Two years ago this week I took the bar exam. I stayed in a very seedy hotel in St.Paul the evenings before the exam with the intention of having somewhere quiet to study, decompress, possibly swim. The hotel was a complete dive and a drunk guy woke me up the night before the first day of the exam by pounding on my door and yelling that he loved me.
The morning of the first day of the exam I woke up too early, as always, got ready too early, and headed to the exam too early. On my drive to downtown St.Paul I realized I did not have a watch. No way to keep track of my time in the exam. No way to gauge how anxious I needed to be at any given moment. I stopped at the CVS on Snelling, pictured above, and bought a huge and hideous men's watch as it had the clearest watch face and every hour was numbered (I knew that if I relied on fancy slashes or dots circling the watch face I would end up losing valuable milliseconds figuring out the time). The store clerk argued with me for several seconds that I surely did not want to buy a man's watch and he tried to point me in the direction of a tiny, hours-told-by-little-sparkly-things watch. I may have cussed.
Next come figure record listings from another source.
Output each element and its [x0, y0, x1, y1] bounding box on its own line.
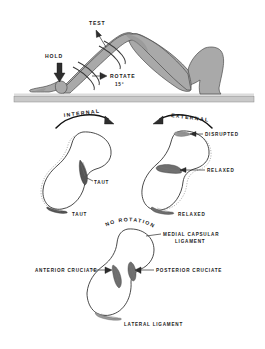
test-arrow	[96, 30, 106, 47]
medial-capsular-ligament-leader	[146, 234, 161, 236]
label-medial-capsular-line2: LIGAMENT	[175, 239, 205, 244]
label-external-disrupted: DISRUPTED	[205, 132, 239, 137]
label-no-rotation: NO ROTATION	[104, 216, 156, 229]
label-rotate-degrees: 15°	[115, 82, 124, 87]
label-medial-capsular-line1: MEDIAL CAPSULAR	[163, 232, 219, 237]
panel-neutral-reference: NO ROTATION MEDIAL CAPSULAR LIGAMENT ANT…	[35, 216, 222, 327]
label-external-relaxed-lower: RELAXED	[178, 212, 206, 217]
external-arrow-head	[153, 116, 163, 124]
label-internal-taut-upper: TAUT	[94, 180, 109, 185]
label-lateral-ligament: LATERAL LIGAMENT	[124, 322, 183, 327]
panel-leg-test-position: TEST HOLD ROTATE 15°	[14, 20, 254, 102]
examination-surface	[14, 94, 254, 103]
label-posterior-cruciate: POSTERIOR CRUCIATE	[156, 268, 222, 273]
internal-arrow-head	[105, 116, 115, 124]
knee-rotation-diagram: TEST HOLD ROTATE 15° INTERNAL	[0, 0, 265, 349]
ankle-silhouette	[55, 81, 67, 93]
label-hold: HOLD	[45, 53, 63, 59]
pelvis-silhouette	[188, 47, 224, 94]
label-internal-taut-lower: TAUT	[72, 212, 87, 217]
hold-arrow	[54, 63, 65, 82]
panel-rotation-comparison: INTERNAL TAUT TAUT	[41, 108, 239, 217]
external-rotation-group: EXTERNAL DISRUPTED	[142, 112, 239, 217]
label-external-relaxed-middle: RELAXED	[207, 168, 235, 173]
label-anterior-cruciate: ANTERIOR CRUCIATE	[35, 268, 97, 273]
internal-rotated-outline	[43, 132, 111, 209]
illustration-plate: TEST HOLD ROTATE 15° INTERNAL	[0, 0, 265, 349]
label-external: EXTERNAL	[171, 112, 210, 123]
internal-rotation-group: INTERNAL TAUT TAUT	[41, 108, 114, 217]
label-test: TEST	[89, 20, 106, 26]
label-rotate: ROTATE	[110, 73, 136, 79]
label-internal: INTERNAL	[63, 108, 100, 118]
internal-upper-leader	[87, 178, 93, 181]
I drove by that CVS tonight, coming home from a baseball game. It hadn't struck me until then that it has been two years since that awful, lonely, anxious summer. In those months, and many of the months that followed, I could not imagine what possessed me to move here. To be so far from friends and my carefully constructed life was insurmountably depressing, despite the enjoyment of living near my family again. I thought the people at my church were cold and unfriendly, I hated my job, the friends I made here seemed to be shadows of "real" relationships I'd had elsewhere. These Norwegian/Swedish/German folk are not easy people to get to know.
And now I'm home after a warm, brief trip to the ball park, peanut shell caught in my hair. My summer is full. Full of running and races, dinners, visits, coffees, games, concerts, dates, new restaurants, and lakes. And friends. Good ones.
I was anxious and terrified for so long, even after passing the bar, that Life would now be Ordinary. That the exciting decisions had already been made and now, only Mundane, Necessary, Unbeautiful decisions were left. Not long after passing the bar I started thinking of where I should take it next, where I should move, and not because I was violently unhappy, but because I could not figure out how to live in one place without the expectation of another on the horizon. I do not think I have ever in my life enjoyed or accepted where I am. I fret and fidget in a place, love it, leave it, and then ache for what is left behind.
It's just nice to have no preparation for departure. To plan for next summer. For the winter. To plan for races and new pizza joints. To grow cozy and comfortable. To pass places with memories attached to them, good and bad. To remember who I was, buying that watch two years ago, and how unhappy and unsatisfied I felt with my seemingly happenstance arrival in Minnesota. And to drive by that corner now, which probably still sells hideous watches, with peanut stuck in my teeth, sun setting over the skyline as I make my way home, and feel content.